1. Global History and Its Time. Global historians take pride in actively embracing multiple voices and plural perspectives and in critically rethinking standards and procedures of historiography in general. Calling out the ‘fetish of time’ by assessing pluritemporalities thus appears to be their very mission. Yet, proceeding along these lines, we can also turn back to the temporality of global history itself: if global history is the history for our time, what happens when the times are a-changing? Or when the global present does not work as an ‘operative fiction’ anymore? How does this change global history, its narratives and its role? Is global history an episode in a broader movement towards a decentering of history and historical scholarship?Footnote 92 Does its success lie, then, in turning global perspectives into the ‘new normal’?
2. After Modernisation. Globalisation discourse entertains an ambiguous relation with modernity and modernisation theory.Footnote 93 The same goes for global history. Global historians, though, also grapple with modernity in a specific form – that is, the temporal regime of historicity. As the chronopolitics involved in this emerge nowhere more clearly than in the legacies of colonialism around the world, global historians can contribute to historicising historicity.Footnote 94 Studying periods before the onset of globalisation discourse, in particular, may help to make visible – even if inadvertently – silent assumptions about the ‘global’ and the ‘modern’.
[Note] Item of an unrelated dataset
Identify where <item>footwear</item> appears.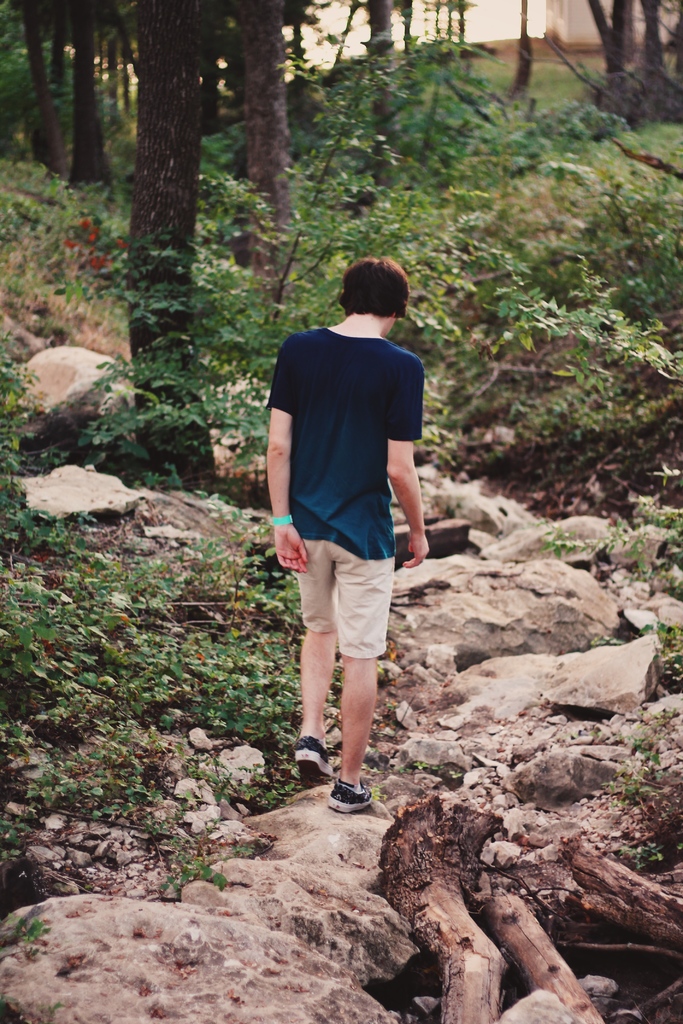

3. At the Same Time. Time has been described as the ‘unity of difference’. While any attempt at ontological definition is beyond a historian’s grasp, we have certainly observed that time is intimately connected to the making of differences: from outright denial of coevalness to the more subtle figures of anachronism and ‘contemporaneity of the non-contemporary’. At the same time, a synchronising approach emerges as global history’s most prominent tool to envisage more inclusive histories. ‘To be at the same time’ seems to carry a promise of potential equality that oscillates between ethics, representation and historical truth. Or, as Chakrabarty phrased it: ‘We have “equal” histories of the past because we would like histories to be equal! Histories – actual events on the ground – do not necessarily become equal even if historiography makes them look so.’Footnote 95 If we take history seriously, we cannot do without accounting for inequalities.
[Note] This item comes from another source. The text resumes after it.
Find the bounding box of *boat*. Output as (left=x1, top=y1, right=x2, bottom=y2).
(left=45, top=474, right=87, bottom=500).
4. Doing History. ‘From wastes, papers, vegetables, indeed from glaciers and “eternal snows”’, Michel de Certeau observed, ‘historians make something different: they make history’.Footnote 96 For historians, critical reflection on temporalities is no detached academic exercise. On the contrary, it concerns the very core of their profession and their work. Rethinking time and temporality thus should lead us to consider on how we do history and under what circumstances: how we draw a line between the past and the present, how we routinely rely on established temporal markers to convey significance and inhabit institutions shaped by past politics of periodisation. At the same time, being historians, we also need to think about our capacity for doing things differently.